Planning and Zoning nears end of entitlement properties discussions

Future use of borough lands at Crittenden Creek, Sunny Bay and Mill Creek should continue to be recreational in nature, Wrangell’s Planning and Zoning Commission concluded at its regularly scheduled meeting Dec. 10.

The entitlement properties were among those transferred to Wrangell from the Department of Natural Resources earlier this year, just over 9,000 acres of undeveloped lands on the mainland and surrounding islands.

Planning and Zoning has been offering recommendations to guide future use of the properties along with the Economic Development Commission. Both commissions’ recommendations will provide a springboard for public workshops and community discussions to come.

“You’re going to have a lot of public input on this,” director for economic development Carol Rushmore told commissioners.

Discussing the Crittenden and Mill creeks, commissioners observed the areas have been a popular fishing area and have some archaeological and historical sites to maintain. Rushmore explained one rationale for the city’s request for the properties was for settlement not unlike Green Point, and commissioners were open to potential rural residential and resource development there.

South of Deer Island, the property at Sunny Bay is also extensively used for recreation, which commissioner Don McConachie recommended be continued. During the application process, there had been concerns those lands would have been transferred to the University of Alaska for logging. Because the area gets use by the Alaska Island Community Service’s Crossings program, commissioners were anxious to recommend the group continue to have access there.

The last entitlement property to consider future usage will be that on Zarembo Island, which Planning and Zoning will discuss at its Jan. 14 meeting.

In its other business, commissioners unanimously approved the final plat for a lot line adjustment requested by Jeff Barlow, a replat of lots 3B and 4 of the Wrangell Townsite Block 22. The item will move to the Borough Assembly for final approval at its meeting this evening.

Due to a conflict of interest, commissioner Jim Shoemaker had to abstain from two other items of business, which made them unactionable due to lack of quorum. The commission still has two unfilled seats, which the city is still looking for volunteers to fill. A special meeting was subsequently scheduled for noon today to address these two items, a vacation request of two easements and approval of findings of fact to the request for a contract zone at the Torgramsen-Glasner subdivision.

Of the latter, the Wrangell Cooperative Association is requesting a special contract zone allowing light industrial usage on a residentially-zoned lot. The WCA Transportation Office would like to purchase the 6.87-acre property and build a permanent office, storage and maintenance facility there.

During its meeting Nov. 12, Planning and Zoning approved the contract zone request. The draft findings of fact it will examine today finds impacts to adjacent properties by the facility as proposed would be minimal.

Letters from prospective seller Lisa Torgramsen and WCA transportation manager Bill Willard were filed in support of the sale, with Willard requesting the zoning commission reconsider the size of greenbelt restrictions it imposed on the proposed property. Municipal Code requires a 25-foot wide buffer between industrial and residential zones, but commissioners had decided to double this due to concerns from a future neighbor.

Willard estimated a 50-foot buffer would render 38 percent of the property unusable, and would also “apply a standard to WCA which is not required of others in a similar situation.” In her letter, Torgramsen pointed out that the property is already bordered on by commercial properties and a fully-occupied trailer court, and suggested the impact of developed residential lots on the subdivision would have a “far greater” noise and traffic impact than the office being proposed.

Responding to comments made during November’s meeting by commission chair Terri Henson, Torgramsen felt Henson’s suggestions that WCA instead purchase industrial park property owned by the city were inappropriate.

Also entered into the public record was a letter from the City and Borough regarding the Phillips subdivision on Farm Island. Several residents and the Wrangell Police Department have expressed concerns about the property’s existing access easements, points of which the letter sought to clarify.

When the subdivision was created it provided for easements enabling access to inner lots. More than half of the property’s 4.59-acre lots lack direct access to the Stikine River. Because the easements are laid out in the plat which created the subdivision, all individual deeds referring to Plat 93-7 subsequently include them whether they are accounted for in the deeds or not.

Writing the letter, Borough Manager Jeff Jabusch made clear the city was not providing a legal opinion, but was rather offering an observation based on review of the plat and several deeds. Any disagreement between property owners as to the easements would have to be resolved themselves.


- **Task requirements**
In the listing below, how many lines hold the string "What"? Reply with the number and nothing else.

Segment Start: Provided records

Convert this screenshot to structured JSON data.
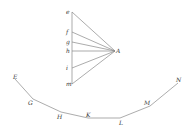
{
  "diagram": {
    "fan": {
      "apex": {
        "label": "A",
        "x": 115,
        "y": 51
      },
      "points": [
        {
          "label": "e",
          "x": 72,
          "y": 12
        },
        {
          "label": "f",
          "x": 72,
          "y": 32
        },
        {
          "label": "g",
          "x": 72,
          "y": 42
        },
        {
          "label": "h",
          "x": 72,
          "y": 51
        },
        {
          "label": "i",
          "x": 72,
          "y": 68
        },
        {
          "label": "m",
          "x": 72,
          "y": 84
        }
      ]
    },
    "curve": {
      "points": [
        {
          "label": "E",
          "x": 15,
          "y": 79
        },
        {
          "label": "G",
          "x": 33,
          "y": 99
        },
        {
          "label": "H",
          "x": 61,
          "y": 112
        },
        {
          "label": "K",
          "x": 88,
          "y": 118
        },
        {
          "label": "L",
          "x": 120,
          "y": 118
        },
        {
          "label": "M",
          "x": 150,
          "y": 106
        },
        {
          "label": "N",
          "x": 178,
          "y": 83
        }
      ]
    },
    "line_color": "#888888"
  }
}
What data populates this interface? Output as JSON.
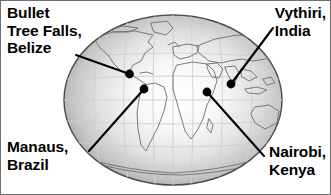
{
  "figure": {
    "background_color": "#ffffff",
    "border_color": "#6f6f6f",
    "width": 331,
    "height": 195
  },
  "globe": {
    "name": "world-globe",
    "shape": "ellipse",
    "center_x": 172,
    "center_y": 99,
    "radius_x": 110,
    "radius_y": 86,
    "rim_color": "#8e8e8e",
    "center_color": "#ffffff",
    "outline_color": "#4a4a4a",
    "graticule_color": "#c9c9c9",
    "coastline_color": "#7a7a7a"
  },
  "markers": [
    {
      "id": "belize",
      "label_lines": [
        "Bullet",
        "Tree Falls,",
        "Belize"
      ],
      "dot_x": 128.5,
      "dot_y": 73,
      "leader_x": 75,
      "leader_y": 54,
      "dot_color": "#000000",
      "leader_color": "#000000"
    },
    {
      "id": "vythiri",
      "label_lines": [
        "Vythiri,",
        "India"
      ],
      "dot_x": 230,
      "dot_y": 83,
      "leader_x": 272,
      "leader_y": 27,
      "dot_color": "#000000",
      "leader_color": "#000000"
    },
    {
      "id": "manaus",
      "label_lines": [
        "Manaus,",
        "Brazil"
      ],
      "dot_x": 143,
      "dot_y": 88,
      "leader_x": 88,
      "leader_y": 150,
      "dot_color": "#000000",
      "leader_color": "#000000"
    },
    {
      "id": "nairobi",
      "label_lines": [
        "Nairobi,",
        "Kenya"
      ],
      "dot_x": 206,
      "dot_y": 91,
      "leader_x": 263,
      "leader_y": 155,
      "dot_color": "#000000",
      "leader_color": "#000000"
    }
  ],
  "labels": {
    "belize": {
      "line1": "Bullet",
      "line2": "Tree Falls,",
      "line3": "Belize"
    },
    "vythiri": {
      "line1": "Vythiri,",
      "line2": "India"
    },
    "manaus": {
      "line1": "Manaus,",
      "line2": "Brazil"
    },
    "nairobi": {
      "line1": "Nairobi,",
      "line2": "Kenya"
    }
  }
}
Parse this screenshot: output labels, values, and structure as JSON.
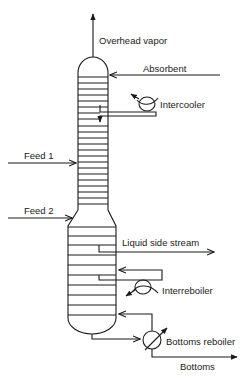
{
  "diagram": {
    "type": "distillation-absorption column with side streams",
    "colors": {
      "stroke": "#1a1a1a",
      "background": "#ffffff"
    },
    "labels": {
      "overhead_vapor": "Overhead vapor",
      "absorbent": "Absorbent",
      "intercooler": "Intercooler",
      "feed_1": "Feed 1",
      "feed_2": "Feed 2",
      "liquid_side_stream": "Liquid side stream",
      "interreboiler": "Interreboiler",
      "bottoms_reboiler": "Bottoms reboiler",
      "bottoms": "Bottoms"
    },
    "sections": {
      "upper_narrow_trays": 24,
      "lower_wide_trays": 11
    },
    "icons": [
      "heat-exchanger-icon",
      "reboiler-icon",
      "arrow-icon"
    ]
  }
}
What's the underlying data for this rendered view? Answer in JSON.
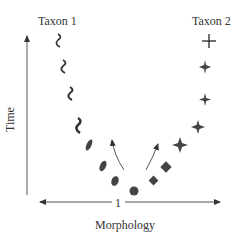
{
  "labels": {
    "taxon1": "Taxon 1",
    "taxon2": "Taxon 2",
    "x_axis": "Morphology",
    "y_axis": "Time",
    "origin_tick": "1"
  },
  "colors": {
    "ink": "#333333",
    "marker": "#444444"
  },
  "taxon1_markers": [
    "squiggle",
    "squiggle",
    "squiggle",
    "squiggle",
    "bar",
    "oval",
    "oval"
  ],
  "taxon2_markers": [
    "plus",
    "star4",
    "star4",
    "star4",
    "diamond",
    "diamond"
  ],
  "ancestor_marker": "circle"
}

Segment End: Provided records

- **Task response**
2